All of this raises the trillion-dollar question: Can You Displace Google? Can anything dethrone Google? This will have to wait and see. Search engines have undoubtedly fallen before, only to be replaced by faster, sleeker, and better alternatives. W3Catalog, World Wide Web Wanderer, WebCrawler, Lycos, Jump Station, Magellan, Excite, Infoseek, Inktomi, Northern Light, Dogpile, Ask Jeeves, and AltaVista are all names that come to mind. All of these were launched, climbed to semi-prominence, and were then crushed underfoot to varied degrees in the decade preceding Google’s establishment. Others, including as Yahoo and, more lately, Bing, have been successful in their own right — but there’s little mistake about whose search engine reigns supreme.

Logic suggests that Google will fall at some time. Empires have a habit of doing this, both in the corporate sphere and beyond. Only 10% of the Fortune 500 firms from 1955 have remained on the list in the years thereafter – while more than 89 percent have gone bankrupt, merged with or been purchased by another, or dropped off the list at some point. However, when it comes to search, Google is a difficult customer to oust.

you.com logo with search bar

The search engine industry is now larger and more profitable than it has ever been. Google earns sums of money that were incomprehensible for the corporations that came before it. Furthermore, through agreements with companies like Apple (Google pays Apple billions of dollars every year to stay the default search engine for iOS), many of us use Google even when we don’t realize it. This funding allows Google to continue to innovate in search by attracting the brightest minds and, where necessary, startups to build its castle walls.

You’ve only raised a measly $20 million thus far. But that pales in comparison to Google parent firm Alphabet’s $183 billion in revenue in 2020, the vast majority of which came from advertising.

Socher is well aware of the difficulty of competing with Google.

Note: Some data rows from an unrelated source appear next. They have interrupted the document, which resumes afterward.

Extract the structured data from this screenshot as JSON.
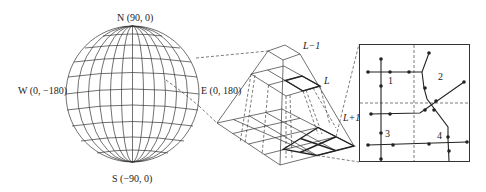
{
  "globe": {
    "north_label": "N (90, 0)",
    "south_label": "S (−90, 0)",
    "west_label": "W (0, −180)",
    "east_label": "E (0, 180)"
  },
  "pyramid": {
    "levels": [
      {
        "label": "L−1",
        "grid": "1x1"
      },
      {
        "label": "L",
        "grid": "2x2"
      },
      {
        "label": "L+1",
        "grid": "4x4"
      }
    ]
  },
  "tile_detail": {
    "region_labels": [
      "1",
      "2",
      "3",
      "4"
    ]
  },
  "colors": {
    "line": "#222222",
    "background": "#ffffff"
  }
}
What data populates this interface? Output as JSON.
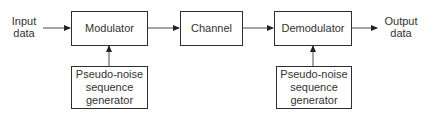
{
  "diagram": {
    "input_label": [
      "Input",
      "data"
    ],
    "output_label": [
      "Output",
      "data"
    ],
    "blocks": {
      "modulator": "Modulator",
      "channel": "Channel",
      "demodulator": "Demodulator",
      "pn_generator_tx": [
        "Pseudo-noise",
        "sequence",
        "generator"
      ],
      "pn_generator_rx": [
        "Pseudo-noise",
        "sequence",
        "generator"
      ]
    },
    "connections": [
      {
        "from": "input",
        "to": "modulator"
      },
      {
        "from": "modulator",
        "to": "channel"
      },
      {
        "from": "channel",
        "to": "demodulator"
      },
      {
        "from": "demodulator",
        "to": "output"
      },
      {
        "from": "pn_generator_tx",
        "to": "modulator"
      },
      {
        "from": "pn_generator_rx",
        "to": "demodulator"
      }
    ],
    "colors": {
      "line": "#5a5a5a",
      "border": "#2e2e2e",
      "text": "#333333"
    }
  }
}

However, he cautions that Google’s emphasis on selling advertising may eventually limit its capacity to experiment with different ideas and search layouts. (After all, if someone pays to be at the top of a list, they’re unlikely to be pleased if they suddenly find themselves one entry in a much larger grid.) At some point, the necessity for pure search clashes with the revenue-generating mechanism of selling adverts. “It’s becoming increasingly difficult to find naturally related information [on Google],” he remarked.

The start of a journey

You are still at the beginning of a long journey. The search engine has recently entered public beta, allowing the entire public to evaluate and use it. There are also clear ways in which You could improve its services, most notably by making it a touch-friendly mobile interface.

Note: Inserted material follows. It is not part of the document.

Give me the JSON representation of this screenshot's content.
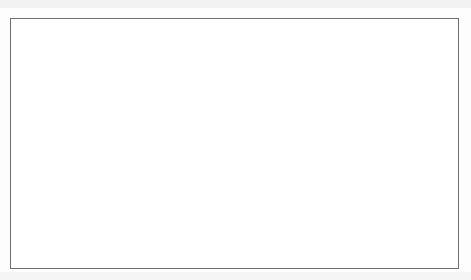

“The interface is designed to be mobile, and we will make further progress [in that area] very soon,” Socher added. “However, the PC experience is currently far superior. We haven’t put forth enough effort… we’re simply a small startup. We simply didn’t have the time or resources to make it operate on a variety of platforms. [However,] we will continue to improve the mobile experience in the next weeks and months.”

But one thing is certain: as difficult as the task ahead of You is, it holds a lot of promise. Search will only become more vital, and its requirements will vary as the internet evolves. You have a clever staff working for you, as well as some big-name investors, including Salesforce CEO Marc Benioff. It now remains to be seen whether it can deliver.

Taking on the powerful Google is a very difficult task. But then, when Google co-founders Larry Page and Sergey Brin set out to design a page-ranking search algorithm for their Ph.D. thesis, they were also attacking Yahoo. And it worked out very well for them.